ABSTRACT
It is often maintained that participants in inter-religious dialogue will benefit from increased access to other perspectives that deepens understanding of their own tradition and the traditions of others, but this is rarely examined empirically and with attention to bringing the human sciences into conversation with theological thinking about dialogue. Drawing on theory and methods from social network analysis, this research conceptualized inter-religious dialogue as a communication network and investigated the impact of differences in access to communication flows on dialogue participants. Interviews with those most connected (hubs) and those least connected (outliers) showed differences in the characterization of dialogue experiences, relationships to the ‘home’ community, and the ability to recognize similarities and differences and to engage in perspective-taking. Hubs were more freely able to migrate into the experiences and practices of the dialogue partner’s tradition, while being rooted in their home tradition. This research highlights the importance of the network perspective for studying dialogue as a relational and community practice and offers a description of the unique experiences and capacities of network hubs situated in the ‘middle’. It also underscores the way in which theological and human scientific analyses can interact in a complementary and enriching way.
Acknowledgements
The authors are grateful to the Calgary chapter of the Canadian Council for Christians and Jews (CCCJ) and the participants who generously offered their time for this research during the summer of 2007. The authors also thank those who offered comments on previous versions of this article, including Douglas Shantz, Mike Higton, and the anonymous reviewers of the Journal of Contemporary Religion.
Notes
1. There are, of course, differences among interfaith initiatives, dialogue groups, and interfaith education, but common among these is the view that dialogue or contact between religions should be encouraged rather than discouraged.
2. Gordon Allport’s intergroup contact hypothesis, for example, identified the conditions under which contact between groups would decrease prejudice: equal status between the groups in the situation; common goals; intergroup cooperation; and the support of authorities, law or custom. For a review of this research, see Thomas Pettigrew and Linda Tropp.
3. There are some exceptions (Abu-Nimer; Van Hoven; Garfinkel; Charaniya, West and Nadira), but none of these focus on dialogue from a network perspective.
4. Barnes’s more recent work on inter-religious learning is equally worthy of social scientific treatment, but requires drawing on a different body of social scientific theory that is beyond the scope of this present investigation.

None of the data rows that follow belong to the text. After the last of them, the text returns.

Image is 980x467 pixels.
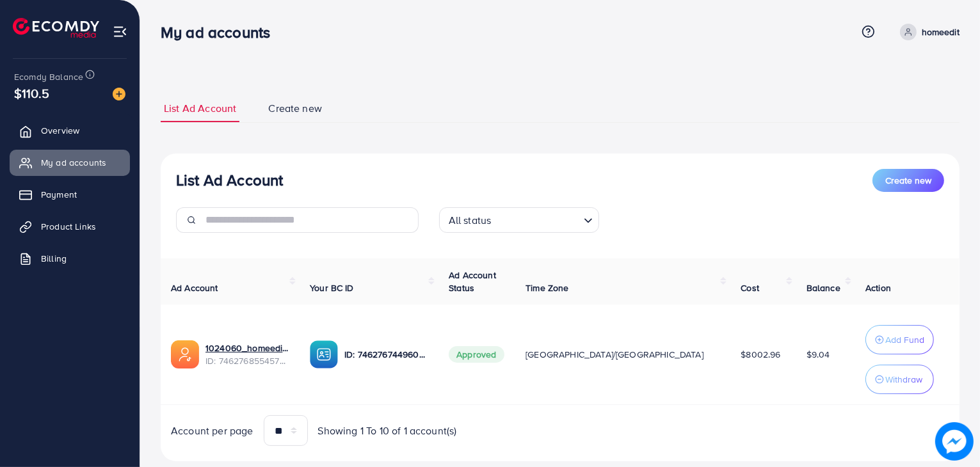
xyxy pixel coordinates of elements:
span: Create new [268,101,322,116]
div: Search for option [439,207,599,233]
a: Product Links [10,214,130,239]
h3: My ad accounts [161,23,280,42]
button: Add Fund [866,325,934,354]
span: Account per page [171,423,253,438]
span: Your BC ID [310,281,354,294]
p: homeedit [922,24,960,40]
span: Action [866,281,891,294]
img: image [936,422,974,461]
a: Payment [10,182,130,207]
a: My ad accounts [10,150,130,175]
a: 1024060_homeedit7_1737561213516 [205,341,289,354]
p: Add Fund [885,332,924,347]
img: image [113,87,126,100]
a: Overview [10,118,130,143]
input: Search for option [495,209,578,230]
span: Showing 1 To 10 of 1 account(s) [318,423,457,438]
span: Ad Account [171,281,218,294]
p: Withdraw [885,372,923,387]
button: Withdraw [866,365,934,394]
div: <span class='underline'>1024060_homeedit7_1737561213516</span></br>7462768554572742672 [205,341,289,368]
span: Create new [885,174,931,187]
span: Ecomdy Balance [14,71,83,83]
a: homeedit [895,24,960,40]
span: ID: 7462768554572742672 [205,354,289,367]
span: $110.5 [14,84,49,102]
span: My ad accounts [41,156,107,169]
span: List Ad Account [164,101,237,116]
span: Approved [449,346,504,363]
span: Product Links [41,220,96,233]
span: Ad Account Status [449,269,496,294]
span: Overview [41,124,79,137]
img: ic-ads-acc.e4c84228.svg [171,340,199,368]
img: logo [13,18,100,37]
span: Billing [41,252,66,265]
img: ic-ba-acc.ded83a64.svg [310,340,338,368]
span: Time Zone [525,281,568,294]
span: Payment [41,188,77,201]
span: All status [446,211,494,230]
h3: List Ad Account [176,171,283,189]
span: Cost [741,281,759,294]
span: $8002.96 [741,348,780,360]
button: Create new [873,169,944,192]
a: Billing [10,245,130,271]
span: Balance [807,281,841,294]
p: ID: 7462767449604177937 [345,346,429,362]
span: [GEOGRAPHIC_DATA]/[GEOGRAPHIC_DATA] [525,348,704,360]
span: $9.04 [807,348,830,360]
img: menu [113,24,127,39]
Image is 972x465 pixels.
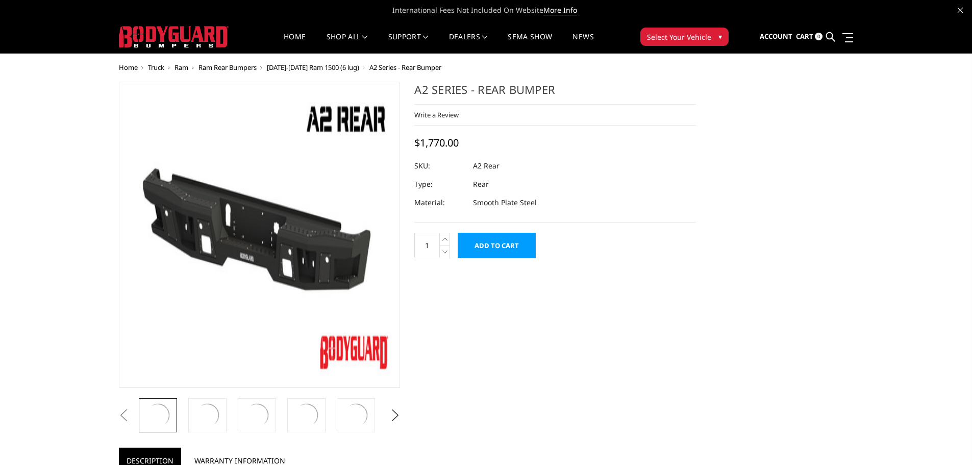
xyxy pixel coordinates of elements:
button: Previous [116,408,132,423]
span: Select Your Vehicle [647,32,711,42]
span: Cart [796,32,813,41]
img: BODYGUARD BUMPERS [119,26,229,47]
dt: Type: [414,175,465,193]
a: Support [388,33,429,53]
a: More Info [543,5,577,15]
button: Select Your Vehicle [640,28,729,46]
dt: SKU: [414,157,465,175]
span: $1,770.00 [414,136,459,150]
dd: A2 Rear [473,157,500,175]
img: A2 Series - Rear Bumper [292,401,320,429]
a: Account [760,23,793,51]
a: Write a Review [414,110,459,119]
img: A2 Series - Rear Bumper [193,401,221,429]
dd: Smooth Plate Steel [473,193,537,212]
img: A2 Series - Rear Bumper [342,401,370,429]
span: Account [760,32,793,41]
img: A2 Series - Rear Bumper [144,401,172,429]
input: Add to Cart [458,233,536,258]
a: News [573,33,594,53]
h1: A2 Series - Rear Bumper [414,82,696,105]
a: Ram [175,63,188,72]
a: Cart 0 [796,23,823,51]
dt: Material: [414,193,465,212]
a: SEMA Show [508,33,552,53]
span: 0 [815,33,823,40]
span: A2 Series - Rear Bumper [369,63,441,72]
button: Next [387,408,403,423]
a: A2 Series - Rear Bumper [119,82,401,388]
dd: Rear [473,175,489,193]
img: A2 Series - Rear Bumper [122,85,398,385]
a: [DATE]-[DATE] Ram 1500 (6 lug) [267,63,359,72]
a: Truck [148,63,164,72]
a: Dealers [449,33,488,53]
span: ▾ [719,31,722,42]
a: Home [284,33,306,53]
a: Home [119,63,138,72]
img: A2 Series - Rear Bumper [243,401,271,429]
a: shop all [327,33,368,53]
a: Ram Rear Bumpers [199,63,257,72]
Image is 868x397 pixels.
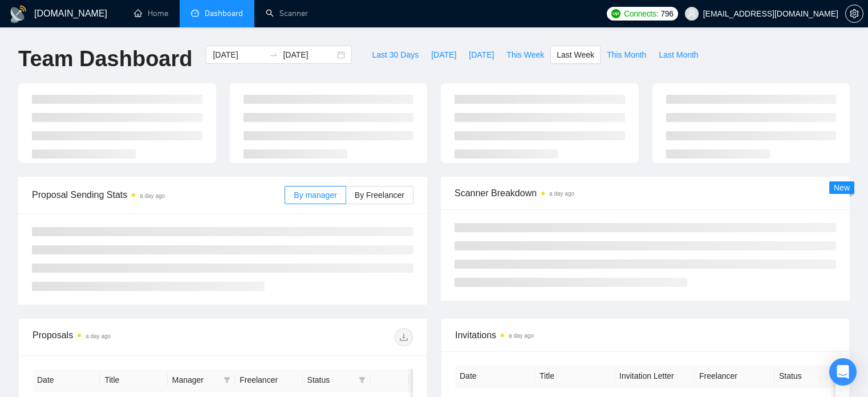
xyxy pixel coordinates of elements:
[365,46,425,64] button: Last 30 Days
[829,358,857,386] div: Open Intercom Messenger
[32,369,100,391] th: Date
[431,48,456,61] span: [DATE]
[658,48,698,61] span: Last Month
[100,369,167,391] th: Title
[688,10,696,18] span: user
[235,369,302,391] th: Freelancer
[694,365,774,387] th: Freelancer
[372,48,419,61] span: Last 30 Days
[213,48,265,61] input: Start date
[845,5,863,23] button: setting
[18,46,192,72] h1: Team Dashboard
[455,186,836,200] span: Scanner Breakdown
[455,365,535,387] th: Date
[624,8,658,20] span: Connects:
[134,8,168,18] a: homeHome
[283,48,334,61] input: End date
[615,365,694,387] th: Invitation Letter
[425,46,462,64] button: [DATE]
[550,46,600,64] button: Last Week
[358,377,365,383] span: filter
[266,8,308,18] a: searchScanner
[9,5,27,23] img: logo
[455,328,835,342] span: Invitations
[535,365,615,387] th: Title
[86,333,110,339] time: a day ago
[191,9,199,17] span: dashboard
[307,374,354,386] span: Status
[294,190,337,200] span: By manager
[223,377,231,383] span: filter
[661,8,673,20] span: 796
[356,371,367,389] span: filter
[611,9,620,18] img: upwork-logo.png
[652,46,704,64] button: Last Month
[140,192,165,199] time: a day ago
[221,371,233,389] span: filter
[774,365,854,387] th: Status
[462,46,500,64] button: [DATE]
[509,332,534,339] time: a day ago
[32,188,285,202] span: Proposal Sending Stats
[606,48,646,61] span: This Month
[845,9,863,18] a: setting
[556,48,594,61] span: Last Week
[833,183,849,192] span: New
[355,190,404,200] span: By Freelancer
[600,46,652,64] button: This Month
[204,8,243,18] span: Dashboard
[269,50,278,59] span: swap-right
[469,48,494,61] span: [DATE]
[845,9,863,18] span: setting
[500,46,550,64] button: This Week
[172,374,219,386] span: Manager
[549,190,574,197] time: a day ago
[269,50,278,59] span: to
[507,48,544,61] span: This Week
[168,369,235,391] th: Manager
[32,328,223,347] div: Proposals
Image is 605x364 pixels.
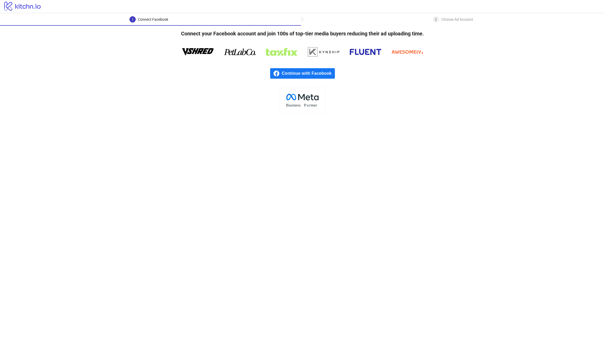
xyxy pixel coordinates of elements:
[270,68,335,78] a: Continue with Facebook
[441,16,473,23] div: Choose Ad Account
[173,26,433,41] h4: Connect your Facebook account and join 100s of top-tier media buyers reducing their ad uploading ...
[309,103,311,107] tspan: r
[304,103,307,107] tspan: P
[307,103,309,107] tspan: a
[282,68,335,78] span: Continue with Facebook
[311,103,318,107] tspan: tner
[289,103,301,107] tspan: usiness
[138,16,168,23] div: Connect Facebook
[132,18,134,21] span: 1
[435,18,437,21] span: 2
[286,103,289,107] tspan: B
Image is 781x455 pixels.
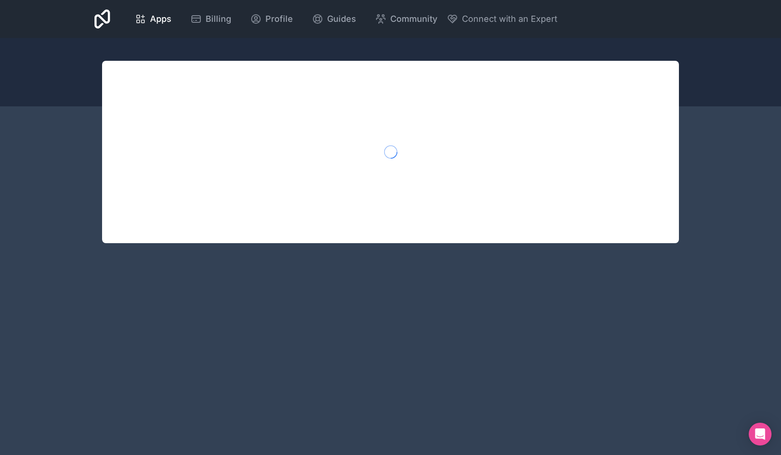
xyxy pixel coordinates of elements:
[327,12,356,26] span: Guides
[447,12,558,26] button: Connect with an Expert
[462,12,558,26] span: Connect with an Expert
[304,9,364,29] a: Guides
[206,12,231,26] span: Billing
[390,12,437,26] span: Community
[265,12,293,26] span: Profile
[368,9,445,29] a: Community
[127,9,179,29] a: Apps
[183,9,239,29] a: Billing
[243,9,301,29] a: Profile
[150,12,171,26] span: Apps
[749,423,772,445] div: Open Intercom Messenger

5. Theorists of dialogue and theologians commonly reject specifying goals or potential ‘outcomes’ of dialogue beforehand. Psychologist Kenneth Gergen’s vision of ‘transformative dialogue’, for example, rejects specifying outcomes for dialogue a priori, on the grounds that it may disable participants from generating “more mutually congenial realities” drawn from tradition (see also physicist David Bohm’s view of dialogue). Our research picks up where theorists and theologians leave off, focusing on the practice of dialogue within a specific dialogue community.
6. In statistics, the term ‘outlier’ refers to a data point that differs substantially from the main trend of the data. We intend a different meaning for ‘outlier’. In a social network, we intend an ‘outlier’ to signify a person’s position within a network that is less connected (or less ‘central’) compared to others in the network (those who are disconnected from a network are usually termed ‘isolates’ in network analysis).
7. As we did not employ sampling methods or statistical analyses to the population and as our research was based on data from a whole network, we did not examine the ‘representativeness’ of the data set.
8. See Canadian Council for Christians and Jews-Alberta Region. Calgary, 2013. Available at: http://www.cccj-ab.org/, access date: 22 February 2013.
9. This ranking method buffered against a possible self-report bias, introduced by the outdegree measure, whereby people could report higher levels of dialogue than their peers reciprocated.
10. The themes of openness and commitment are longstanding topics in inter-religious dialogue (e.g. Lipner; Macquarrie; Dupuis; Cornille).
Additional information
Notes on contributors
Ryan J. Williams
Dr Ryan Williams is a research associate in the Faculty of Divinity at the University of Cambridge. Dr Tinu Ruparell is Head and Associate Professor of Philosophy of Religion in the Religious Studies Department at the University of Calgary, Canada. He has co-edited Encountering Religion (Blackwell) and Christian Thought in the 21st Century (Wipf and Stock) and is the author of Dialogue and Hybridity (SUNY Press). CORRESPONDENCE: Dr Ryan J. Williams, Faculty of Divinity, University of Cambridge, Cambridge CB3 9BS, UK.